And now we resume our regularly scheduled blogging
The family and I returned from our vacation yesterday, and a brilliant vacation it was. We spent nearly four weeks at a cottage near Ste-Agathe, Quebec, about 1.5 hours north of Montreal. The lake we were on is very small with pristine, clear water and doesn't allow power boats and only has about 25 or so cottages total. Activities included swimming, canoing, paddle boating, bonfires, reading, relaxing, watching old movies on VHS in the cottage, go karting, mini putting, bowling, only checking email once per week in the village, BBQing almost every night. We saw the most recent Harry Potter movie one day on a trip into Montreal and The Simpsons movie in Kingston on the way home. And speaking of Harry, we bought the new book in the village the day it came out; my wife and boys raced through it but I haven't gotten to it yet.

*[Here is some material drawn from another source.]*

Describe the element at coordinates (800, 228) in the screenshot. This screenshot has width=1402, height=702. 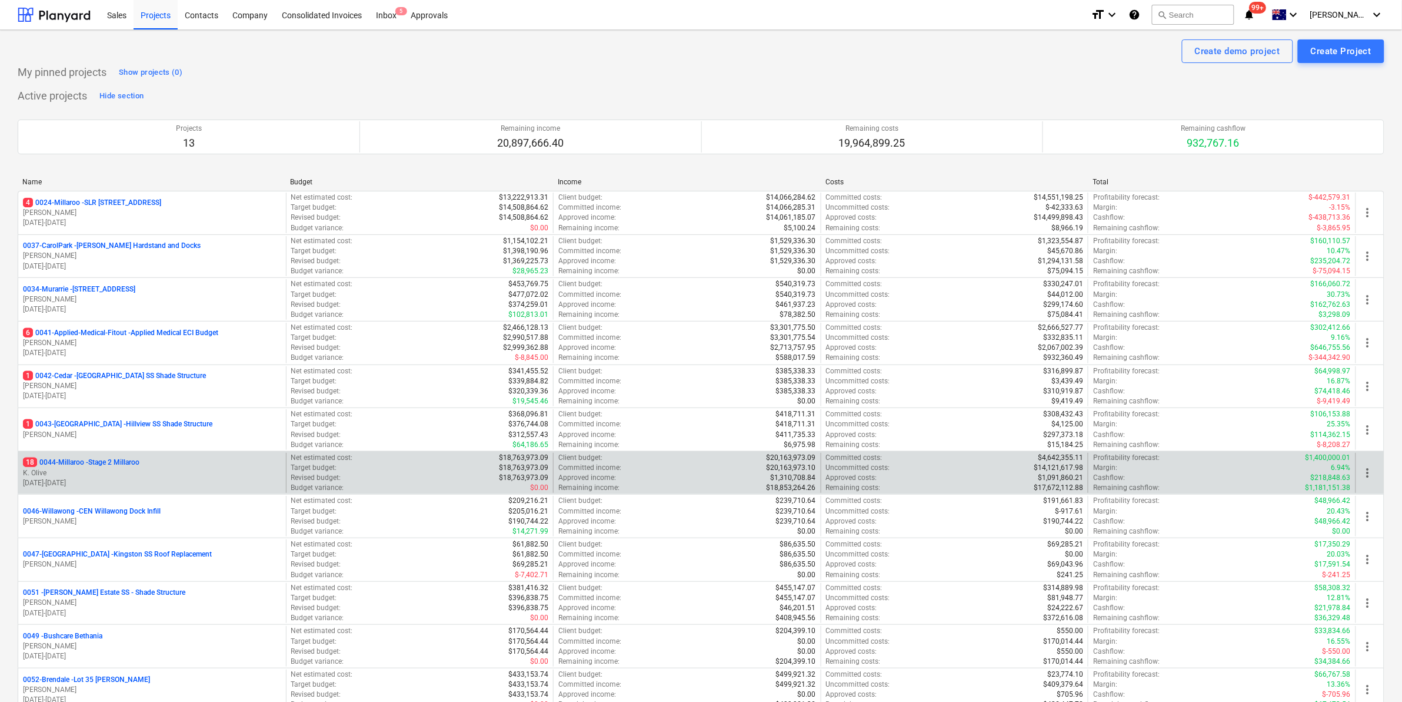
I see `p: $5,100.24` at that location.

We spent a couple of nights in Kingston at the wonderful Casablanca B&B, which we would heartily recommend. We also went on the Kingston Haunted Walk, which was good cheesy fun.
My reading included:
- Stolen by Kelley Armstrong
- Clear and Present Danger by Tom Clancy
- Days of Infamy by Harry Turtledove
- Chinatown Death Cloud Peril by Paul Malmont
- Dreaming in Code by Scott Rosenberg
- Ghost Brigades by John Scalzi
- Ghost Road Blues by Jonathan Maberry
Reviews of all the above are forthcoming both here and on the other blog; I wrote two and a half science book reviews while on vacation. I'm finding Smolin's Trouble with Physics a tough book to write about, for some reason. Both The Yiddish Policeman's Union by Michael Chabon and The Map That Changed the World: William Smith and the Birth of Modern Geology by Simon Winchester were started and are still in progress.